New York
Italian Cultural Institute in New York
Interdisciplinary artist Margherita Raso has literally changed the atmosphere for “Vizio di Forma,” an exhibition-cum-installation (on view through November 25, 2022) that marks her U.S. institutional debut. Inside a small room occupied by three new bodies of sculptural work, the temperature has been lowered to a consistently cool degree. Such a subtle, meaningful gesture is typical of Raso, who is delicately powerful in her plays with material, form, and space. “Vizio di Forma,” whose title (“Inherent Vice,” in translation) comes from a conservation term describing the tendency of materials to self-destruct, coalesces such gestures into a comprehensive meditation on time, decay, and display.
Each work contends with the gaze—seeing, being seen, and preserving so that future generations can see. Auto Body (2022), an ethereal sculpture in dark, silvery aluminum, rests directly on the floor. Meant to be viewed in the round, this fantastical figure, with its contrapposto pose, hints at Italian art history but dispenses with custom by eschewing the pedestal and bringing viewers down to its level. Headless and androgynous, the figure’s most defining feature consists of three neat, precise braids that flow down the wrinkled surface of its back. This detail gives Auto Body a certain contemporary humanity; otherwise, it might be a metallic replica of an antiquarian ruin. As we follow the braids around the figure’s back, the sculpture confronts us with a hollow front. Has the work been eroded by time, or will it be completed in the future? Will the braids one day fray? Vision denied, we are left to fill the void by projecting what we want to see.
Two floor-mounted textiles, Pour une seule nuit (plus d’etoiles) and Untitled (both 2022), flank Auto Body. Both have an oversized feeling, as if they were details magnified for better viewing. Like Auto Body, these works condense time: each one was made on a Jacquard loom, a machine introduced in the 18th century to create elaborate patterns like damask and the first such machine to adopt computer technology in the 20th century. Tessellated with woven shapes that could be suns or stars, Pour une seule nuit (plus d’etoiles) was inspired by a damask that Raso found while researching the textile collection at the Fondazione Antonio Ratti in Como, Italy. Wanting to share her discovery, she created a temporary work in which she placed the cloth in a glass vitrine for 24 hours (the maximum time that conservators would allow its exposure to sunlight). With Pour une seule nuit (plus d’etoiles), Raso replicates the same sun-star shape in a repeated pattern, expanding the fragment into a larger-than-life screen supported by a black steel armature. The presentation seems to underscore how cultural objects—like the Jacquard damask—are protected by their means of display, but Raso also coyly undermines such conventions by allowing Pour une seule nuit (plus d’etoiles) and Untitled to be seen from behind as well as from the front.
The invitation to go behind is strongest in Untitled, the most enigmatic and lucid work in “Vizio di Forma.” A chiaroscuro composition of white and gray, the textile has the scale and drama of a history painting, though nothing is clear or settled. Rows of white threads billow from the back, while hands, feet, and other limbs surface on the front. Untitled seems to be caught mid-decay, with one side frayed to formlessness and the other still just legible. Like Auto Body, Untitled suggests figurative specificity before receding into abstraction. It’s tempting to view Untitled from a perpendicular perspective, trying to see both sides at once, but a full sight line is refused.
The relationship between refusal and offering, containment and display, is best articulated in Hoarders (2020–22). Thirty ceramic urns sit on a metal museum-storage shelf, each one closed in some fashion (with cork, ribbon, or stoneware). Unlike the other works in “Vizio di Forma,” the urns are whole, and we are prevented from seeing what’s inside. Clustered in groups on the shelf, they pull us in to appreciate their minute details. We hear and feel the cooler air as we contemplate each vessel—a haptic reminder of the invisible conditions that shape our perception.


Your task is to filter the entries and copy every line containing the string "axis".
::: Data section :::
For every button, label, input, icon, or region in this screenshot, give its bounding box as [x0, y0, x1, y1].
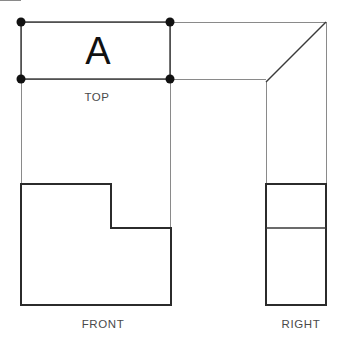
right-view-group — [266, 184, 326, 305]
orthographic-drawing-canvas: A TOP FRONT RIGHT — [0, 0, 344, 349]
right-view-rectangle — [266, 184, 326, 305]
front-view-group — [21, 184, 171, 305]
right-view-miter-group — [266, 22, 326, 82]
vertex-dot-bottom-right[interactable] — [166, 75, 175, 84]
view-label-top: TOP — [84, 91, 109, 103]
view-label-right: RIGHT — [282, 318, 321, 330]
view-label-front: FRONT — [82, 318, 125, 330]
construction-lines-group — [0, 0, 326, 229]
vertex-dot-bottom-left[interactable] — [17, 75, 26, 84]
front-view-outline — [21, 184, 171, 305]
vertex-dot-top-left[interactable] — [17, 18, 26, 27]
vertex-dot-top-right[interactable] — [166, 18, 175, 27]
right-view-miter-line — [266, 22, 326, 82]
drawing-svg: A TOP FRONT RIGHT — [0, 0, 344, 349]
surface-label-a: A — [85, 30, 111, 72]
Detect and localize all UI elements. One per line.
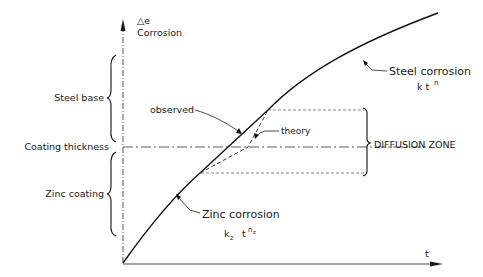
zinc-formula-k-subscript: z [230,234,234,242]
diffusion-zone-bracket [363,108,370,176]
diffusion-zone-label: DIFFUSION ZONE [374,139,456,150]
observed-label: observed [150,104,194,115]
y-axis-arrow-icon [121,19,126,31]
steel-corrosion-label: Steel corrosion [389,65,471,78]
theory-label: theory [281,126,311,136]
zinc-coating-brace [107,152,116,236]
zinc-coating-label: Zinc coating [45,188,104,199]
zinc-formula-t: t [242,228,246,239]
steel-formula-base: k t [417,81,430,92]
zinc-corrosion-label: Zinc corrosion [202,208,280,221]
corrosion-curve [123,13,438,263]
steel-base-label: Steel base [54,92,104,103]
theory-leader [256,131,279,137]
x-axis: t [123,248,443,267]
observed-leader [195,110,240,132]
corrosion-diagram: △e Corrosion t Steel base Coating thickn… [0,0,483,277]
y-axis-symbol: △e [137,15,150,26]
steel-formula-exponent: n [434,79,438,87]
coating-thickness-label: Coating thickness [24,141,109,152]
zinc-leader [178,197,200,213]
observed-arrow-icon [236,128,242,134]
y-axis-label: Corrosion [137,27,182,38]
zinc-formula-exponent-subscript: z [253,229,256,235]
x-axis-arrow-icon [430,262,443,267]
x-axis-label: t [425,248,429,259]
steel-base-brace [107,55,116,142]
zinc-formula-exponent: n [248,226,252,234]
:::
> [Solution to this task]
y-axis-arrow-icon [121,19,126,31]
x-axis: t [123,248,443,267]
y-axis-symbol: △e [137,15,150,26]
y-axis-label: Corrosion [137,27,182,38]
x-axis-arrow-icon [430,262,443,267]
x-axis-label: t [425,248,429,259]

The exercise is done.